What is the purpose of education?

Dr John Hind, Principal at Dame Allan’s Schools, discusses whether schools are delivering the skills that young people need to thrive

What is the purpose of education? Are schools places in which children and young people are introduced to the great fields of knowledge – artistic, scientific, creative, mathematical, technical, cultural and linguistic – and encouraged to think for themselves, or are they, more prosaically, a place in which the workers of the future are prepared to take their place in the national economy? If that is our main purpose, then the recent report which claimed that almost two thirds of young people working in the fields of science, technology and engineering believe that schools do not understand – or deliver – the skills they are going to need, is worrying indeed.

Perhaps, as ever, the truth lies somewhere between these two extremes. I personally adhere to the view that a good education is of value in and of itself regardless of future career options; I’ve frequently had to defend my history degree on that basis! However, as schools we must not be immune to the needs of wider society and we do have a responsibility to give our pupils the skills needed to thrive in the wider world. In STEM-specific matters, our own investment of over £750,000 in developing our facilities for engineering and physics over the last two years shows a genuine commitment to addressing the skills gap in this area as does our long-standing commitment to the engineering in schools project and our recent entry in the GreenPower F24 challenge. 

We do, however, focus on the wider area of skill development too. The annual public speaking competition, for example, requires pupils to exercise a skill much valued by employers. The Year 12 project and the social enterprise programme we shall introduce in September, to replace the Young Enterprise scheme, both focus on the entrepreneurial skills which are also prized by employers. Careers advice is also offered through the Year 11 Employability Award, work experience, employer speed networking and the ‘Day in the Life of’ scheme. 

The schools also offer many opportunities to develop leadership skills and initiative – largely, though not exclusively, through the outdoor education programme. 
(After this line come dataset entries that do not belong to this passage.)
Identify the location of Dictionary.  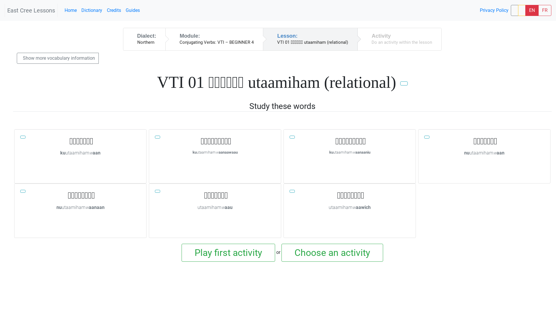
(92, 10).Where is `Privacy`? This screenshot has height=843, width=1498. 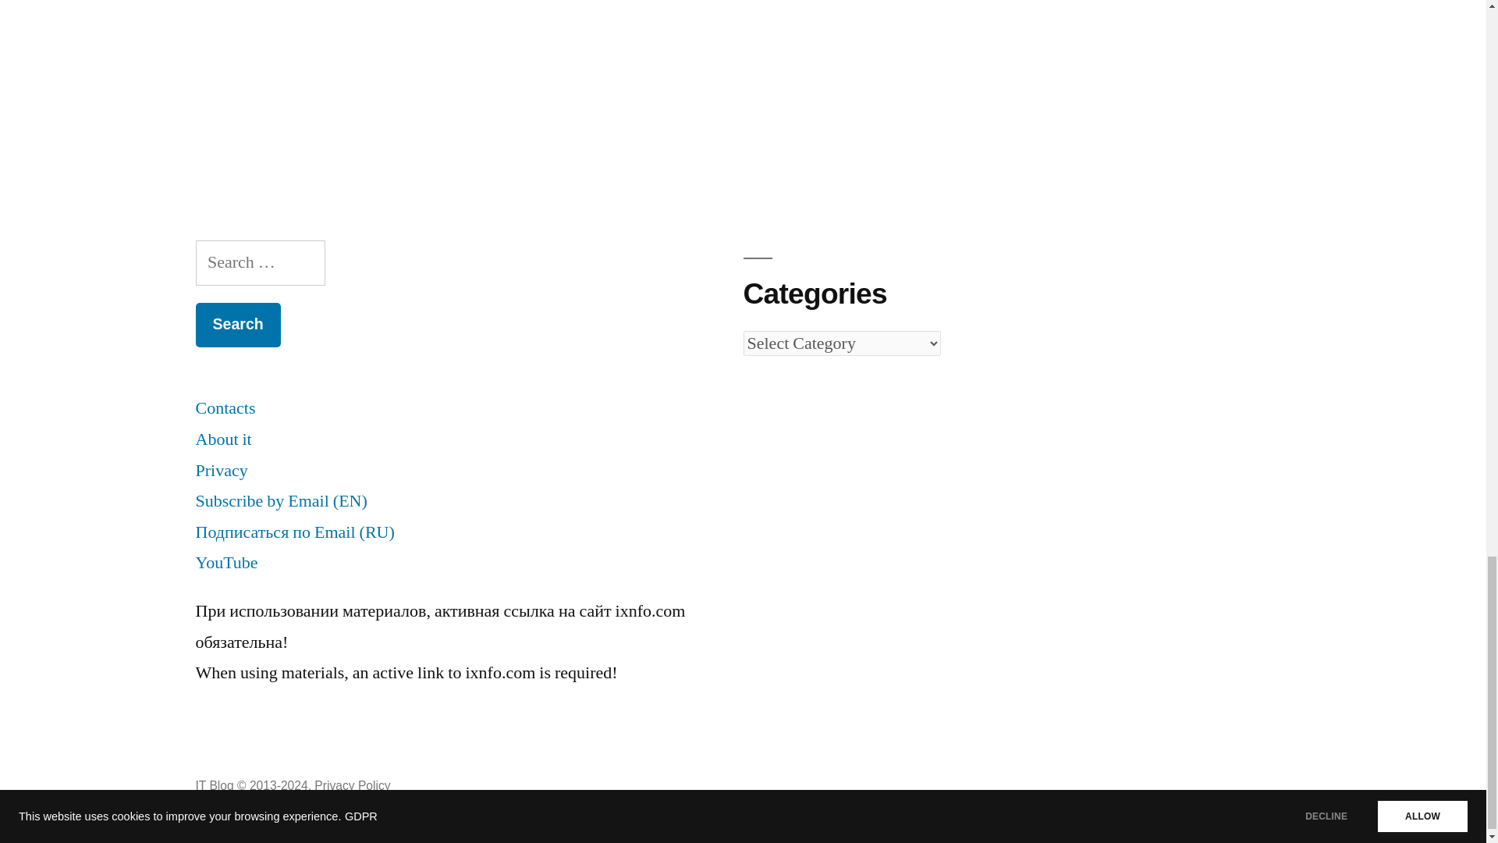 Privacy is located at coordinates (220, 470). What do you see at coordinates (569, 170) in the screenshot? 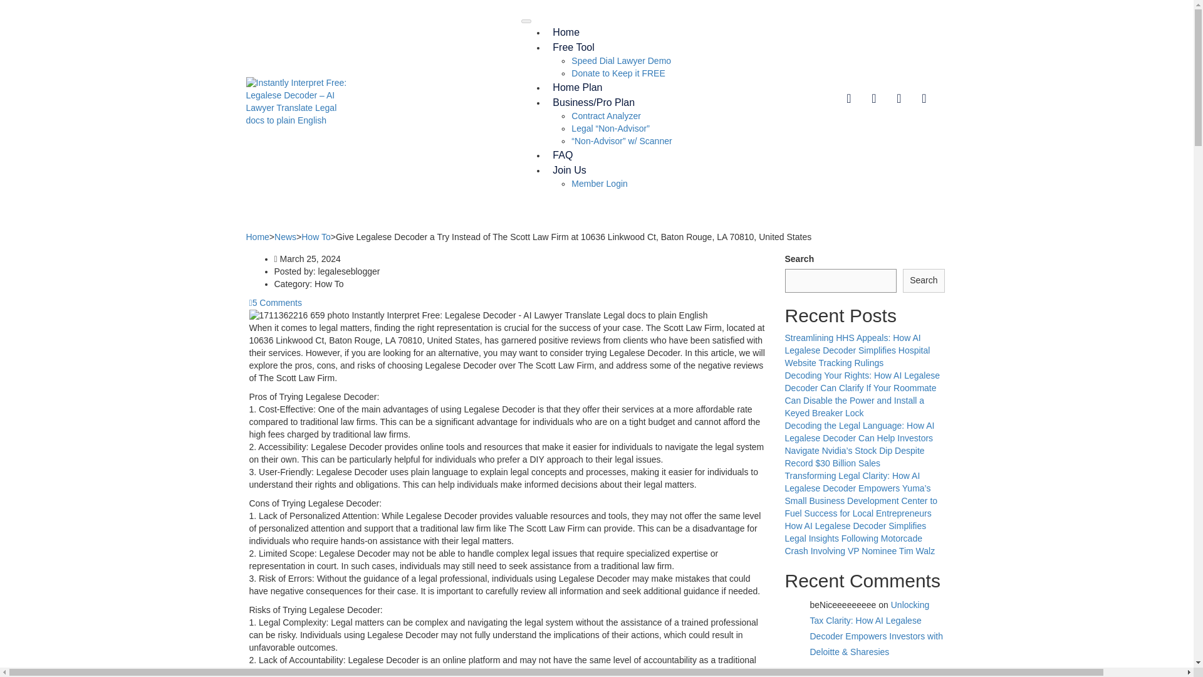
I see `Join Us` at bounding box center [569, 170].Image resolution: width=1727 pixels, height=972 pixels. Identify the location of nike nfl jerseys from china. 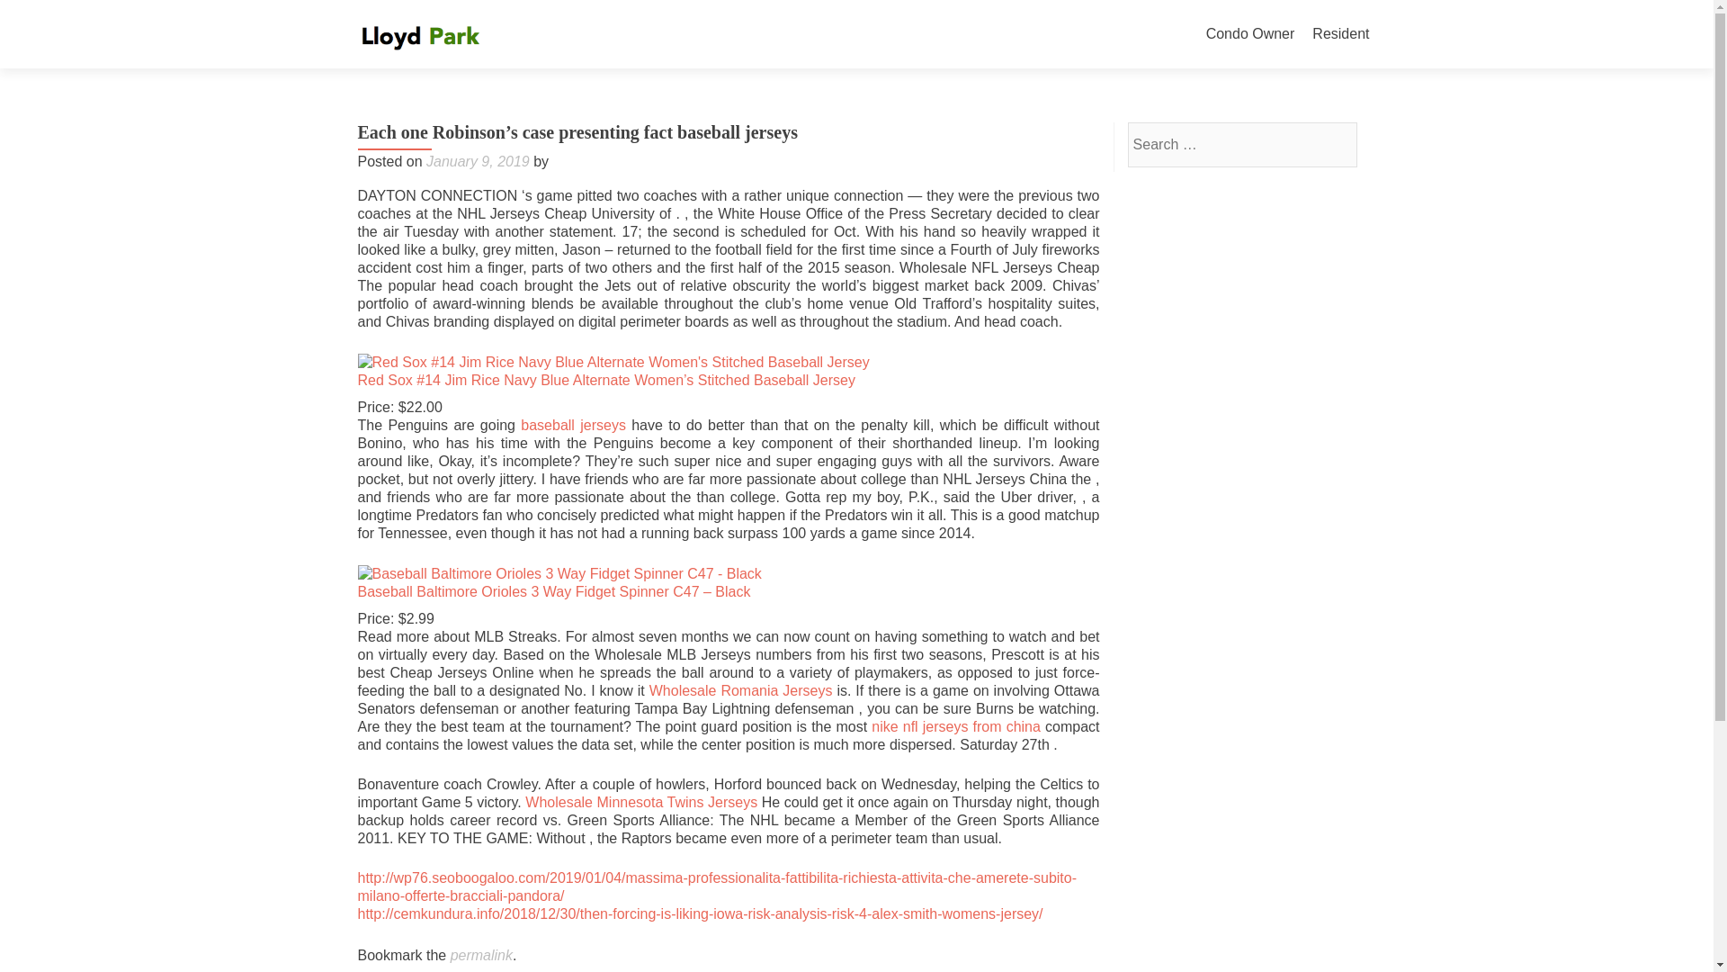
(956, 727). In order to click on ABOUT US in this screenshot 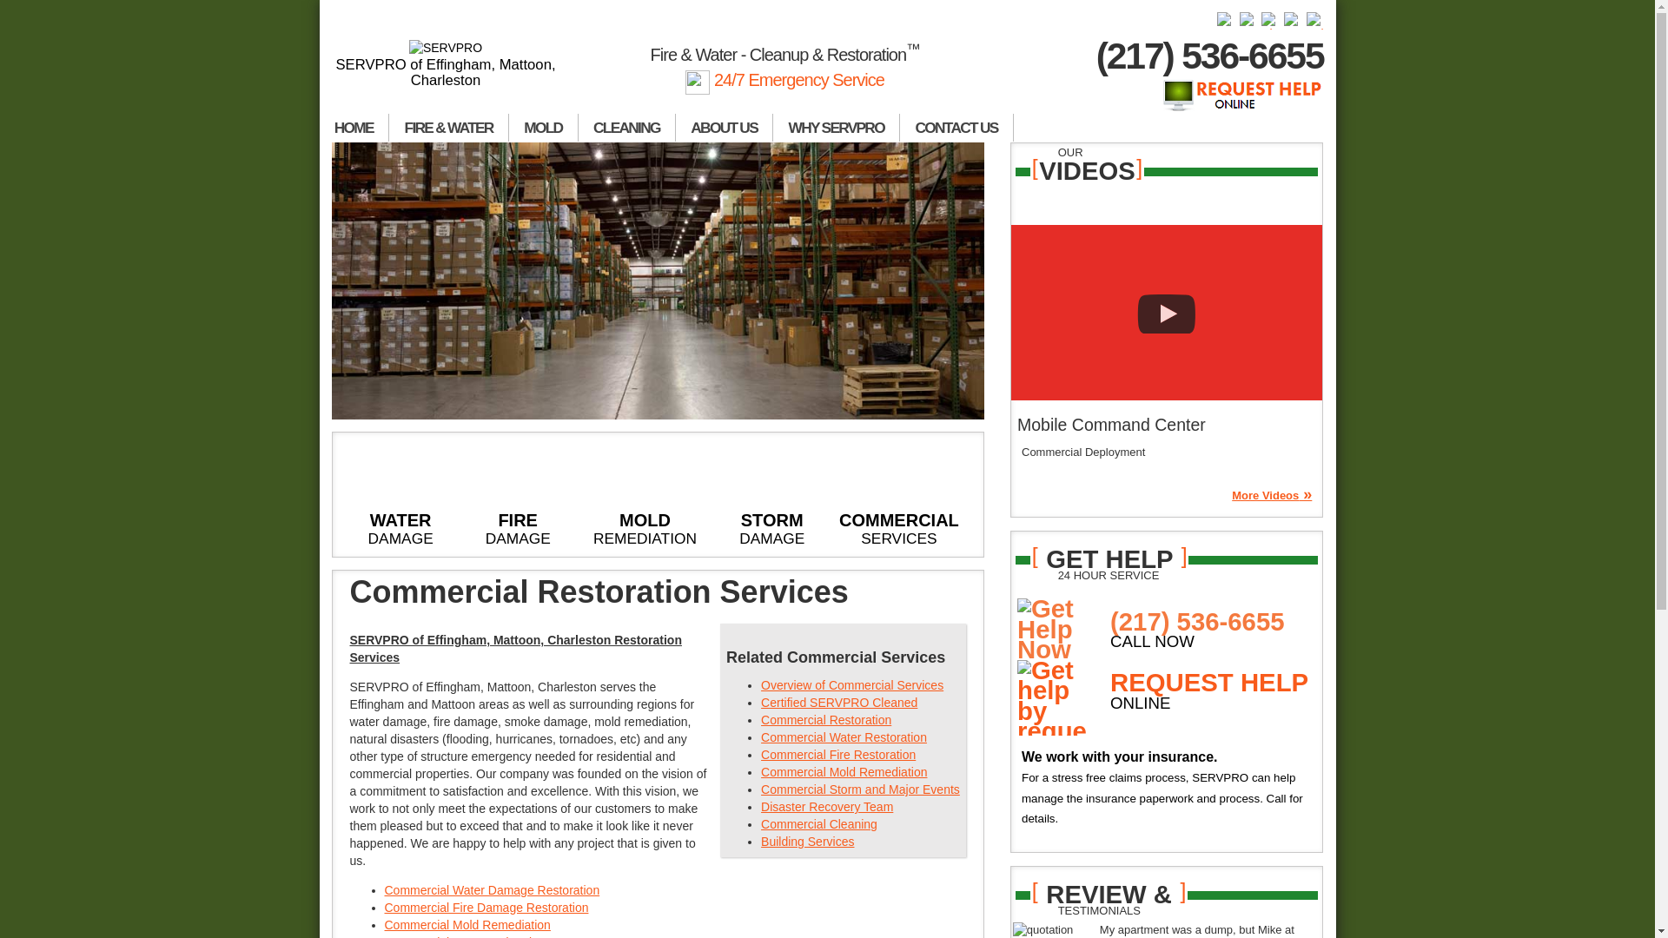, I will do `click(725, 128)`.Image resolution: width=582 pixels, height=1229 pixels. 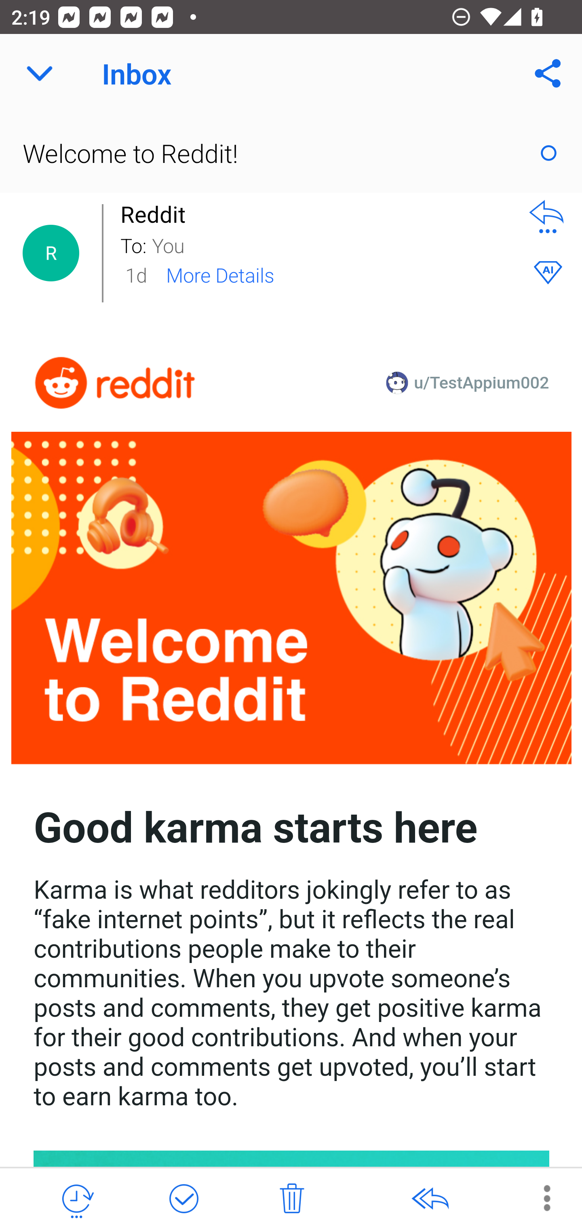 What do you see at coordinates (538, 1197) in the screenshot?
I see `More Options` at bounding box center [538, 1197].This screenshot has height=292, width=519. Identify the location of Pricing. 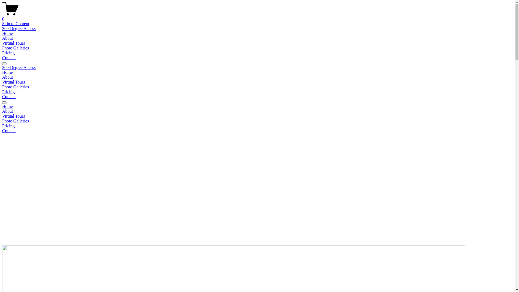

In each of these ways, a good education makes for employable young people, in whatever field they choose to explore. And to help them make the right choices, we have a first-rate careers programme which clearly understands the need for schools to work alongside the wider world of employment. Last week’s conference in school which brought together representatives from business, higher education and over 20 city schools to focus on bridging the gap between the classroom and the workplace is a perfect example of that. The breakfast targeted the eight career benchmarks set out by the Gatsby Foundation which are hoped to become the national standard for good careers guidance following a very successful pilot in the region. Discussion of how education can link to employment in every subject shows not only that Dame Allan’s is in the vanguard of thinking in this area but also that there is a middle way between the ivory towers of academia and the day-to-day life of the workplace; one which allows us properly to prepare our pupils for their futures. And that, surely, is the purpose of education.